Name: Jordan Seaberry
Age: 35
Hometown: South Side of Chicago
Position: Assistant professor at the Rhode Island School of Design, co-director of the U.S. Department of Arts and Culture
Jordan Seaberry’s parents encouraged him and his siblings to dream big.
Ambitious thinking led Seaberry on an unconventional path from cultivating comic book painting at the Rhode Island School of Design to organizing protests as an activist and advocating for families stricken by murder at the Nonviolence Institute.
Today, Seaberry, 35, is an assistant professor at RISD, teaching drawing, and the co-director of the U.S. Department of Arts and Culture.
But his journey has been far from a straight line. Seaberry became disillusioned after moving from the South Side of Chicago to Providence to attend art school.
He began contemplating “how art could possibly matter in a world of war, hunger and poverty.”
He set up a stand to serve people meals at Kennedy Plaza as he ruminated on issues of gender, race and class and how they shape society.

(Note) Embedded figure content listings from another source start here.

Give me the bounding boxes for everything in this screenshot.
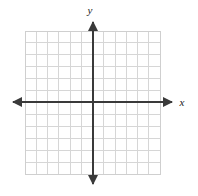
- coordinate-plane-svg: x y: [0, 0, 198, 196]
- x-axis-label: x: [179, 96, 185, 108]
- figure-background: [0, 0, 198, 196]
- coordinate-plane-figure: x y: [0, 0, 198, 196]
- y-axis-label: y: [87, 4, 93, 16]
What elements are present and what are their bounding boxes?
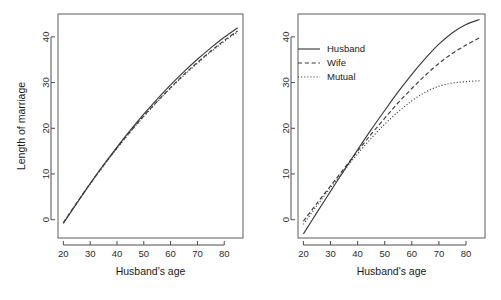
chart-panel-right: 20304050607080Husband's age010203040Husb… <box>250 0 501 300</box>
y-axis-title: Length of marriage <box>15 82 27 170</box>
legend: HusbandWifeMutual <box>298 43 365 82</box>
x-tick-label: 50 <box>379 248 390 259</box>
x-tick-label: 70 <box>434 248 445 259</box>
x-tick-label: 20 <box>298 248 309 259</box>
x-axis: 20304050607080 <box>58 241 229 259</box>
x-tick-label: 80 <box>461 248 472 259</box>
y-tick-label: 40 <box>40 32 51 43</box>
y-tick-label: 20 <box>40 123 51 134</box>
legend-label-mutual: Mutual <box>327 71 356 82</box>
y-axis: 010203040 <box>40 32 55 223</box>
x-axis-title: Husband's age <box>357 265 427 277</box>
x-tick-label: 30 <box>325 248 336 259</box>
legend-label-husband: Husband <box>327 43 365 54</box>
x-tick-label: 20 <box>58 248 69 259</box>
x-tick-label: 40 <box>112 248 123 259</box>
curve-mutual <box>63 32 237 223</box>
curves-group <box>63 28 237 224</box>
plot-right: 20304050607080Husband's age010203040Husb… <box>250 0 501 300</box>
y-axis: 010203040 <box>280 32 295 223</box>
x-tick-label: 80 <box>219 248 230 259</box>
y-tick-label: 40 <box>280 32 291 43</box>
x-axis-title: Husband's age <box>116 265 186 277</box>
y-tick-label: 20 <box>280 123 291 134</box>
y-tick-label: 0 <box>280 217 291 222</box>
x-tick-label: 70 <box>192 248 203 259</box>
y-tick-label: 0 <box>40 217 51 222</box>
curve-husband <box>63 28 237 224</box>
plot-left: 20304050607080Husband's age010203040Leng… <box>0 0 250 300</box>
x-tick-label: 50 <box>139 248 150 259</box>
y-tick-label: 30 <box>280 77 291 88</box>
x-tick-label: 60 <box>165 248 176 259</box>
x-tick-label: 40 <box>352 248 363 259</box>
curve-mutual <box>303 81 479 225</box>
curve-wife <box>63 31 237 223</box>
y-tick-label: 10 <box>280 169 291 180</box>
figure-canvas: 20304050607080Husband's age010203040Leng… <box>0 0 501 300</box>
y-tick-label: 10 <box>40 169 51 180</box>
y-tick-label: 30 <box>40 77 51 88</box>
x-axis: 20304050607080 <box>298 241 471 259</box>
x-tick-label: 30 <box>85 248 96 259</box>
legend-label-wife: Wife <box>327 57 346 68</box>
chart-panel-left: 20304050607080Husband's age010203040Leng… <box>0 0 250 300</box>
x-tick-label: 60 <box>407 248 418 259</box>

“I fell in love with activist work,” Seaberry said. “Politics became more and more important.”
He dropped out of school and volunteered for Direct Action For Rights And Equality: DARE. He worked as a legislative advocate to pass criminal justice reforms as the director of public policy at the Nonviolence Institute.

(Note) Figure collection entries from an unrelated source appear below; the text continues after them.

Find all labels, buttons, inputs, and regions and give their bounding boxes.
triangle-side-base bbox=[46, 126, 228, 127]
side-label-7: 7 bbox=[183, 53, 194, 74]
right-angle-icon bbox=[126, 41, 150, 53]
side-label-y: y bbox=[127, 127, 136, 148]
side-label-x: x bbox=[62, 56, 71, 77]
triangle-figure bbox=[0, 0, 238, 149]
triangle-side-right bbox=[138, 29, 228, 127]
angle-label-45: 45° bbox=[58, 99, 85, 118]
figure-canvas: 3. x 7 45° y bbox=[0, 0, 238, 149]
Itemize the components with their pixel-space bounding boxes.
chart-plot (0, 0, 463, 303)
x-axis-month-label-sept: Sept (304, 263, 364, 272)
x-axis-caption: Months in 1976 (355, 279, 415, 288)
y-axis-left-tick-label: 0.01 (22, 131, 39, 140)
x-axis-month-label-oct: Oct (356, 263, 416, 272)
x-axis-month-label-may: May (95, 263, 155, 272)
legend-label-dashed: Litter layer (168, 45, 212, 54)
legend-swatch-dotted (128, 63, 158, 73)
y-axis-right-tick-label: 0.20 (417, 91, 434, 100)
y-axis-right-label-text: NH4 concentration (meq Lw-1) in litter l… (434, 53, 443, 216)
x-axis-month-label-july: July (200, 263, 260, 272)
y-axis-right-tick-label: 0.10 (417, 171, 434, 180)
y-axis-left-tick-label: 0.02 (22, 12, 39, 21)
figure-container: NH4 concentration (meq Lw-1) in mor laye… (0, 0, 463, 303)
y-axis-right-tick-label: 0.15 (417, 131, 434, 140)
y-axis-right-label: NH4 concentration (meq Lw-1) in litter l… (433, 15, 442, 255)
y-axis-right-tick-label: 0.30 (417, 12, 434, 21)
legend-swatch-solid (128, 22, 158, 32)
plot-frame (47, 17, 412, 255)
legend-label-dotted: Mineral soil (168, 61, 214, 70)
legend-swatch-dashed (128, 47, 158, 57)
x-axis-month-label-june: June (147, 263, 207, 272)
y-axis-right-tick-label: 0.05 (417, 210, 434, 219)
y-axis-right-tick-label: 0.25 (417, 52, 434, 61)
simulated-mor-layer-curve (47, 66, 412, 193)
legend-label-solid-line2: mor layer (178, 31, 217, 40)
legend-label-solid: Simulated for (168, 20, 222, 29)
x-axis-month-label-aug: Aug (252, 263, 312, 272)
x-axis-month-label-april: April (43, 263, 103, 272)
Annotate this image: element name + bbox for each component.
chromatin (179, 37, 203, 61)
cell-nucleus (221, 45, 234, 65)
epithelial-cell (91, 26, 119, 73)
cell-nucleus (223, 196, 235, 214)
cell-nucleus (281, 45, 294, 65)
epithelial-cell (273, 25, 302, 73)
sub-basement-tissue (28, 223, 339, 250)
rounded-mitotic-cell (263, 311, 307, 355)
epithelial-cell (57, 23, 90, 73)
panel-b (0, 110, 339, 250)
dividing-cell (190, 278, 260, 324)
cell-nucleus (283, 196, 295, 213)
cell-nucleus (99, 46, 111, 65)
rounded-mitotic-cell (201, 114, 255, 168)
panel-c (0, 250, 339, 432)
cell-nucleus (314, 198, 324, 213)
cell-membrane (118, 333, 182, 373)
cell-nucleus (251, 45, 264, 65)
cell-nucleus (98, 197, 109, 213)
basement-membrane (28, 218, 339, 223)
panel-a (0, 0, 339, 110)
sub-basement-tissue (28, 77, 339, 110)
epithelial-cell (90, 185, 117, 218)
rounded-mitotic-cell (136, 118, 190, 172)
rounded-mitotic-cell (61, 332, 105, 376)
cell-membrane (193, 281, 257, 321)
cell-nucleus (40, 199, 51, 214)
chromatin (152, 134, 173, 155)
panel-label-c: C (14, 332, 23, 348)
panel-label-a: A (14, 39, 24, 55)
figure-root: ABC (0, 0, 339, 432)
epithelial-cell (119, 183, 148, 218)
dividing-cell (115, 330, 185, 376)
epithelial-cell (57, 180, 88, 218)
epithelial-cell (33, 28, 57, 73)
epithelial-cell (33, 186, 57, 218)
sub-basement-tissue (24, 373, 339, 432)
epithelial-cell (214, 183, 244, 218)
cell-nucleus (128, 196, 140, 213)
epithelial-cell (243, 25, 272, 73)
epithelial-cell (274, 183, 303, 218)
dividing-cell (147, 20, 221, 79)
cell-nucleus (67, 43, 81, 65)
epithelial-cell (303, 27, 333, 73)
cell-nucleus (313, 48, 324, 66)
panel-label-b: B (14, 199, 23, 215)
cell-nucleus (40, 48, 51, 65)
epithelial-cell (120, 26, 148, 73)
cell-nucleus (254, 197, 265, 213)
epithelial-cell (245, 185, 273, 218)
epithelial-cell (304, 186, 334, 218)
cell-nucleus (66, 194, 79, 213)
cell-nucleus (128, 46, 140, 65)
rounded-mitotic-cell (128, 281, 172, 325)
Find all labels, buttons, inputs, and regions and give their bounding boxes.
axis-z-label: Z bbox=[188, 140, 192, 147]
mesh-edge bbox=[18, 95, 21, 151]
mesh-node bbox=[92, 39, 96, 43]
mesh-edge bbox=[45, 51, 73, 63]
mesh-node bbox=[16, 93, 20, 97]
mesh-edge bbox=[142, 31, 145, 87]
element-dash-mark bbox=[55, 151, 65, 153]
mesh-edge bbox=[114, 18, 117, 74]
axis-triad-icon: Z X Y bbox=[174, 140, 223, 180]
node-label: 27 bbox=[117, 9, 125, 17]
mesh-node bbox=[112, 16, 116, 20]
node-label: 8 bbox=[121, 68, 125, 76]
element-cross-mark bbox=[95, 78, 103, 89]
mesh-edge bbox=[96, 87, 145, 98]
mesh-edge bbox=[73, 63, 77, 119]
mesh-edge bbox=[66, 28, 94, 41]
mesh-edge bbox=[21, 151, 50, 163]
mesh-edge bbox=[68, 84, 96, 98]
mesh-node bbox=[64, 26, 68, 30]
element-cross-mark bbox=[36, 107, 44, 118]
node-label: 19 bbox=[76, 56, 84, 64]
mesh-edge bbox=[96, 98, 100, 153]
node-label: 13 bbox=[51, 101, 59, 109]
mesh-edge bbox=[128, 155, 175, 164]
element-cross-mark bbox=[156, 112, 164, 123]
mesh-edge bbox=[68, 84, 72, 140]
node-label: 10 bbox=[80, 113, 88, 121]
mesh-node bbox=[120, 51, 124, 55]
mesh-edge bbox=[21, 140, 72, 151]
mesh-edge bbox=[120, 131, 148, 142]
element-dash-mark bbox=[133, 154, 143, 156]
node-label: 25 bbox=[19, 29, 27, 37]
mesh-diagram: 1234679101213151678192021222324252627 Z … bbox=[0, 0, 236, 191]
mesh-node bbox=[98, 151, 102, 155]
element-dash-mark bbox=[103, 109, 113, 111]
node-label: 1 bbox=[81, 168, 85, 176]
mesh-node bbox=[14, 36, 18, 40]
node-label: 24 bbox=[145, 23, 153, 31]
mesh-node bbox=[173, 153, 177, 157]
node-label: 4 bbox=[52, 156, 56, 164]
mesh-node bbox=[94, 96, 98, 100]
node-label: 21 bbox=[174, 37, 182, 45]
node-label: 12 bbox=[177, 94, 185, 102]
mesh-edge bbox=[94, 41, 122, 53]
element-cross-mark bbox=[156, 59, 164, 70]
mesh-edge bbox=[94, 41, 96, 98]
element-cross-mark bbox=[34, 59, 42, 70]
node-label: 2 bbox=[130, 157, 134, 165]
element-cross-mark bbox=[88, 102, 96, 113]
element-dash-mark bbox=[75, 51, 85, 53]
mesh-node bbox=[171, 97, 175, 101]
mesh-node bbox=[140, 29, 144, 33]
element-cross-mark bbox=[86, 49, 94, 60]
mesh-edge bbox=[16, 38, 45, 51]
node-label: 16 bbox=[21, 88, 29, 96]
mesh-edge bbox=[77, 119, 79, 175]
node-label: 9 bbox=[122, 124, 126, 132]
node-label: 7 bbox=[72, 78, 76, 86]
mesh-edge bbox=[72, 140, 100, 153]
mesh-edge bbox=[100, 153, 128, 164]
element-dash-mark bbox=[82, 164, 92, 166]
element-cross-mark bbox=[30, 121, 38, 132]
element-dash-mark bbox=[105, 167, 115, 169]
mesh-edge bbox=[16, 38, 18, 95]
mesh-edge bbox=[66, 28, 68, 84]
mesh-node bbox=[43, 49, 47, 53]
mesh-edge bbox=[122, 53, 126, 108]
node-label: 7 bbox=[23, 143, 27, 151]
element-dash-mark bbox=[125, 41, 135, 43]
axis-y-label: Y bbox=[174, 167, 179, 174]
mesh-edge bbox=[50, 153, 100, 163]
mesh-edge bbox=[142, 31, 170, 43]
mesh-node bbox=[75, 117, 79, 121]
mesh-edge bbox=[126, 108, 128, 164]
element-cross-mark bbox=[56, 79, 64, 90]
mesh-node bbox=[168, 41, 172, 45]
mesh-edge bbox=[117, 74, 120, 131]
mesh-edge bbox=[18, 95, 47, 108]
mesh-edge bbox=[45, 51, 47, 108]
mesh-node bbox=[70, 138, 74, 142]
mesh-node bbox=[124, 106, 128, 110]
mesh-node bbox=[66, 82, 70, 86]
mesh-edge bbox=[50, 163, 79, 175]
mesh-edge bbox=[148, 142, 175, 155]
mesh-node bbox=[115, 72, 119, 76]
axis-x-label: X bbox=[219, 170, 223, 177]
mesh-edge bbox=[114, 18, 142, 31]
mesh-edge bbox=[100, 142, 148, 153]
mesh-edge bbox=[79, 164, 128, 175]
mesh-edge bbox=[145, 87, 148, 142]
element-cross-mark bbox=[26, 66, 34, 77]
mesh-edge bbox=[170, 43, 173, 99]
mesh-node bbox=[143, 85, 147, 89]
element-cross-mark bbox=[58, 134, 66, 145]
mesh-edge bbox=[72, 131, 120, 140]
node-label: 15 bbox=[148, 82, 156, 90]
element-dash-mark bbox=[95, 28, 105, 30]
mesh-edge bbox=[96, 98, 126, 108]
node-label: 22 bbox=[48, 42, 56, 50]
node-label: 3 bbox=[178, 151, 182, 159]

RISD let Seaberry, a painter, resume his studies. He began mulling the intersection between art and politics and nourishing both simultaneously.

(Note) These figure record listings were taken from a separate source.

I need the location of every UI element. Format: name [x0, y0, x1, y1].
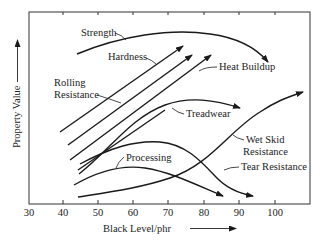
leader-processing [116, 157, 124, 168]
property-vs-black-level-chart: 30 40 50 60 70 80 90 100 Black Level/phr… [0, 0, 321, 244]
x-tick: 50 [93, 207, 104, 218]
x-tick: 30 [24, 207, 35, 218]
bottom-ticks [63, 200, 275, 204]
label-strength: Strength [81, 27, 117, 38]
label-wet-skid-1: Wet Skid [246, 134, 285, 145]
x-tick: 80 [199, 207, 210, 218]
leader-tear-resistance [224, 167, 239, 170]
label-wet-skid-2: Resistance [243, 146, 288, 157]
y-axis-title: Property Value [11, 85, 22, 148]
label-heat-buildup: Heat Buildup [219, 61, 275, 72]
label-processing: Processing [126, 152, 172, 163]
label-tear-resistance: Tear Resistance [241, 161, 307, 172]
leader-heat-buildup [199, 67, 217, 71]
label-rolling-2: Resistance [54, 89, 99, 100]
label-hardness: Hardness [108, 51, 147, 62]
label-rolling-1: Rolling [54, 77, 86, 88]
leader-treadwear [172, 108, 184, 114]
leader-hardness [146, 58, 156, 64]
curve-hardness [68, 55, 192, 145]
x-tick: 90 [234, 207, 245, 218]
x-tick: 40 [58, 207, 69, 218]
curve-processing [74, 167, 223, 196]
label-treadwear: Treadwear [186, 108, 231, 119]
leader-wet-skid [233, 135, 244, 140]
x-axis-title: Black Level/phr [103, 223, 171, 234]
x-tick: 70 [163, 207, 174, 218]
plot-frame [29, 12, 310, 204]
leader-rolling-resistance [97, 95, 121, 103]
x-tick-labels: 30 40 50 60 70 80 90 100 [24, 207, 283, 218]
x-tick: 100 [267, 207, 283, 218]
x-tick: 60 [128, 207, 139, 218]
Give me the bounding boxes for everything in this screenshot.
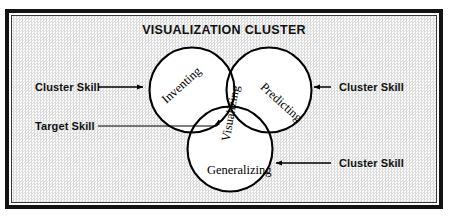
venn-label-generalizing: Generalizing xyxy=(207,163,272,178)
diagram-inner-frame: VISUALIZATION CLUSTER xyxy=(11,15,437,203)
diagram-frame-gap: VISUALIZATION CLUSTER xyxy=(9,13,439,205)
diagram-outer-frame: VISUALIZATION CLUSTER xyxy=(5,9,443,209)
annotation-label-cluster-skill-right: Cluster Skill xyxy=(339,81,404,93)
annotation-label-cluster-skill-left: Cluster Skill xyxy=(35,81,100,93)
diagram-panel-body: VISUALIZATION CLUSTER xyxy=(12,16,436,202)
screenshot-root: VISUALIZATION CLUSTER xyxy=(0,0,449,220)
annotation-label-cluster-skill-bottom-right: Cluster Skill xyxy=(339,157,404,169)
annotation-label-target-skill-left: Target Skill xyxy=(35,120,95,132)
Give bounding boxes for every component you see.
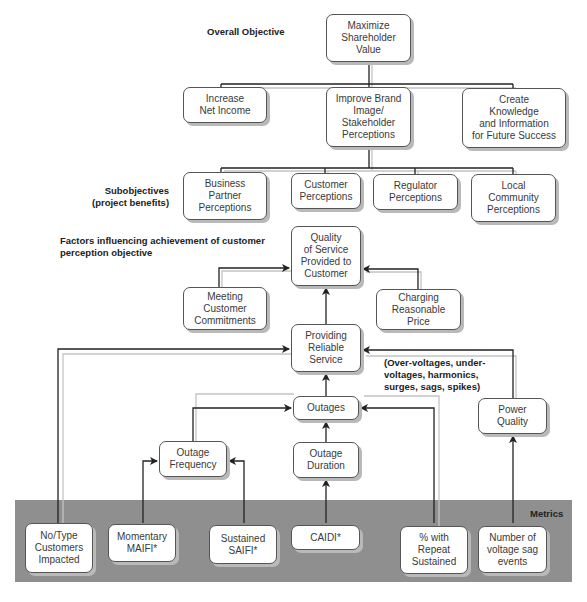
metric-customers-impacted: No/Type Customers Impacted [25,523,93,573]
node-local-community-perceptions: Local Community Perceptions [471,174,556,222]
node-improve-brand-image: Improve Brand Image/ Stakeholder Percept… [326,87,411,147]
metric-voltage-sag-events: Number of voltage sag events [478,526,547,573]
node-create-knowledge: Create Knowledge and Information for Fut… [462,88,566,148]
node-outages: Outages [293,396,359,420]
metric-repeat-sustained: % with Repeat Sustained [400,526,468,574]
metric-sustained-saifi: Sustained SAIFI* [209,525,277,564]
power-quality-note: (Over-voltages, under- voltages, harmoni… [384,357,485,393]
metric-caidi: CAIDI* [291,525,360,550]
factors-label: Factors influencing achievement of custo… [60,235,265,259]
node-maximize-shareholder-value: Maximize Shareholder Value [326,14,411,62]
node-meeting-customer-commitments: Meeting Customer Commitments [183,287,267,330]
node-power-quality: Power Quality [478,398,547,434]
node-customer-perceptions: Customer Perceptions [291,173,361,209]
overall-objective-label: Overall Objective [207,26,285,38]
node-charging-reasonable-price: Charging Reasonable Price [376,289,461,330]
node-business-partner-perceptions: Business Partner Perceptions [183,172,267,220]
node-increase-net-income: Increase Net Income [183,87,267,123]
node-providing-reliable-service: Providing Reliable Service [291,324,361,372]
node-outage-duration: Outage Duration [293,442,359,478]
metric-momentary-maifi: Momentary MAIFI* [108,524,176,562]
subobjectives-label: Subobjectives (project benefits) [92,185,169,209]
node-regulator-perceptions: Regulator Perceptions [373,174,458,210]
metrics-label: Metrics [530,508,563,520]
node-outage-frequency: Outage Frequency [159,441,227,477]
node-quality-of-service: Quality of Service Provided to Customer [291,226,361,286]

“I came to politics because I’m an artist. An artist is someone who blurs the lines between these distinctions,” said Seaberry, who keeps a studio in the city’s West End.
Along the way, he also earned a master of studies in law degree at the Roger Williams University School of Law as a fellow, building on his knowledge of the legal system. He served as chair of the Providence Board of Canvassers, overseeing the city’s elections.
“If there’s a lane for me, it’s those lanes between lanes,” he said.
Seaberry’s plans for the year ahead included creating a publication, possibly an interactive, for his most recent exhibition with hospice care patients − “We Live Until” − as a recipient of an Interlace Grant.
He also intends to launch some big public work with the U.S. Department of Arts and Culture.